Acting Attorney General Todd Blanche signed a one-page order on May 19 that closes every existing IRS audit and inquiry into President Trump, his sons, the Trump Organization, and any “related or affiliated” trusts, parents, sisters, subsidiaries, or family members filing jointly. The order resolves a lawsuit Trump filed against the IRS in January over the leak of his tax returns to The New York Times and ProPublica. In place of damages, the Justice Department is standing up a $1.776 billion “Anti-Weaponization Fund” to pay claims from anyone the administration decides has been a victim of “lawfare.” Blanche appoints the board that decides those claims. The President can fire board members without cause.

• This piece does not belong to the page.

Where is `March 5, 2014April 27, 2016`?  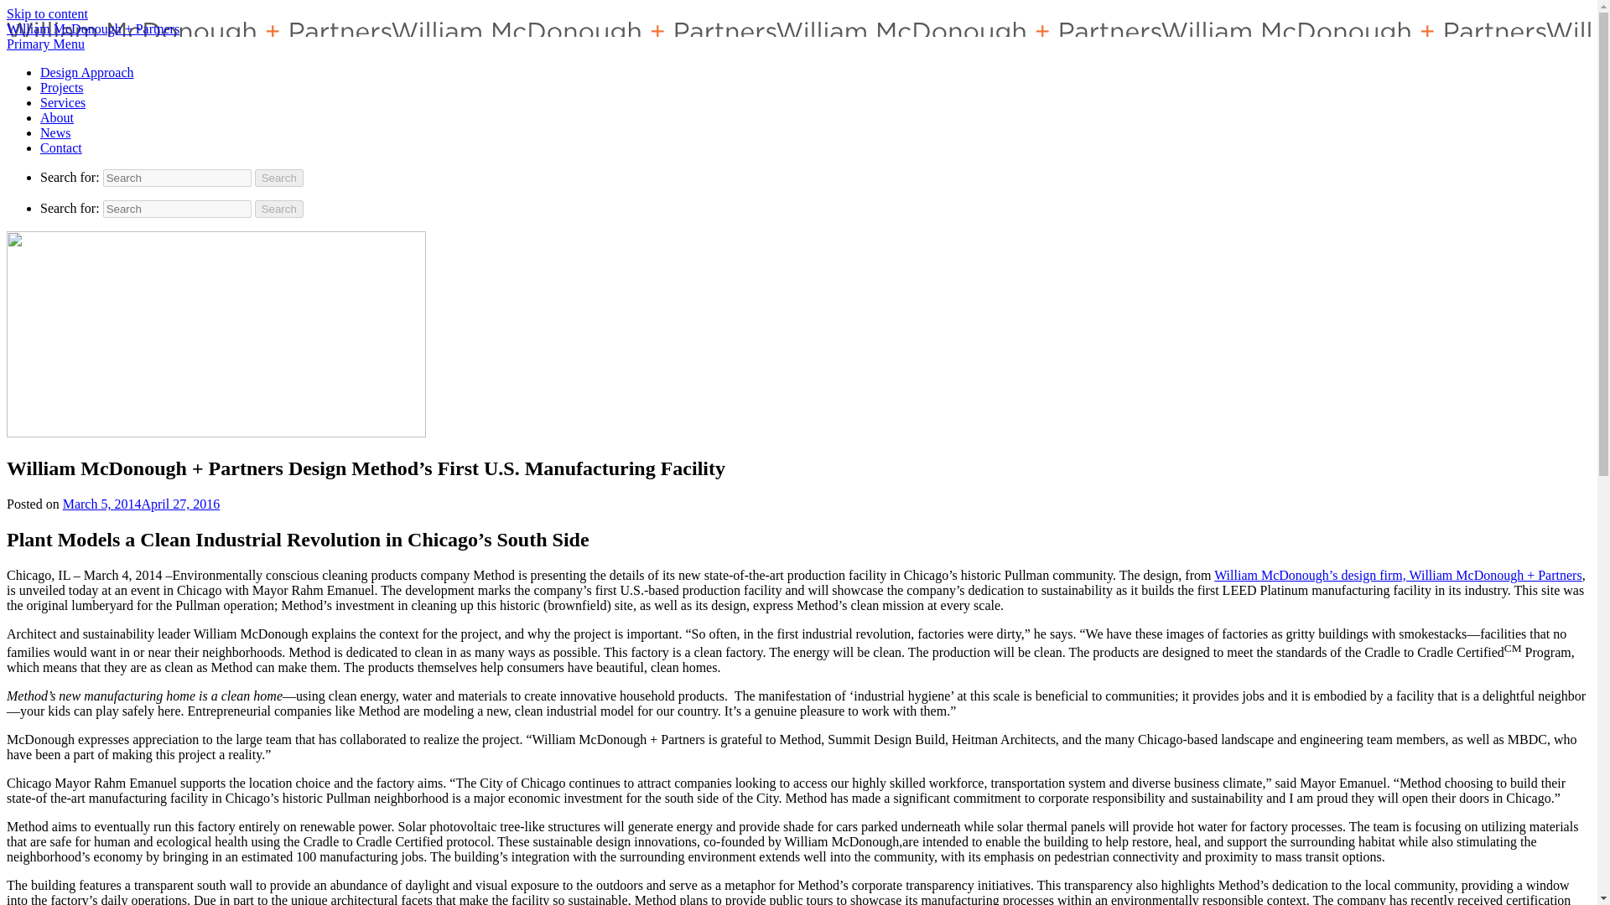
March 5, 2014April 27, 2016 is located at coordinates (141, 504).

The release language goes further than a normal settlement. According to the filed order, the United States is “FOREVER BARRED and PRECLUDED from prosecuting” the plaintiffs on the covered matters, with the release extending to family members, joint filers, trusts, parent companies, sister companies, affiliates, and subsidiaries. NPR called the agreement “unprecedented.” CBS News reported that Trump and the other plaintiffs receive a formal apology from the government and no monetary payment, while the public fund is positioned as the cash piece. The IRS commitments cover tax returns filed before May 18, 2026. Going forward, the family still has to file and pay.

This is not a pardon. A pardon reaches federal criminal liability and nothing else. It cannot stop a civil audit, a regulatory exam, or a state action. It is also a public act, signed by the President and recorded as such. What Blanche signed is a contract, executed under Federal Rule of Civil Procedure 41(a)(1)(A)(i), which allows a plaintiff to dismiss a case without a judge’s approval. There is no judicial review of the terms. A legal commentary in JURIST this week argued the mechanism creates a third immunity track outside the constitutional ones: civil, regulatory, family-wide, and self-executed by the same executive branch that would otherwise be the one investigating.

The conflict of interest is on the page. Blanche was Trump’s personal criminal defense lawyer before he was acting attorney general. He signed an order erasing tax inquiries into his former client. He will also pick the board that decides who gets a share of the $1.776 billion. There is no statute that authorizes a fund of this size to be created by settlement, and Congress did not appropriate the money for this purpose. The closest precedent for a unilateral DOJ-administered claims fund is the September 11 Victim Compensation Fund, which Congress created by statute with detailed eligibility rules. This fund has none of that.

The accountability question is not whether Trump personally underpaid taxes. That is now legally unanswerable. The question is what the IRS is for if its examinations can be ended by the President’s former lawyer in a one-page order, and what the Justice Department is for if it can hand out nine-figure settlements to political allies without a vote. Both agencies exist because Congress decided ordinary Americans should not be at the mercy of whoever happens to control the executive branch. The order signed on May 19 says, in plain English, that the people at the top are exempt. The precedent does not expire when this administration does. It sits there waiting for the next one.

Sources: NPR, “The Justice Department gives Trump an unprecedented settlement”; NPR, “U.S. government to drop tax claims against Trump”; CBS News, “Trump settles $10 billion lawsuit against IRS”; Fox News, “DOJ bars IRS from auditing Trump’s prior tax returns”; JURIST commentary, “Forever Barred and Precluded”.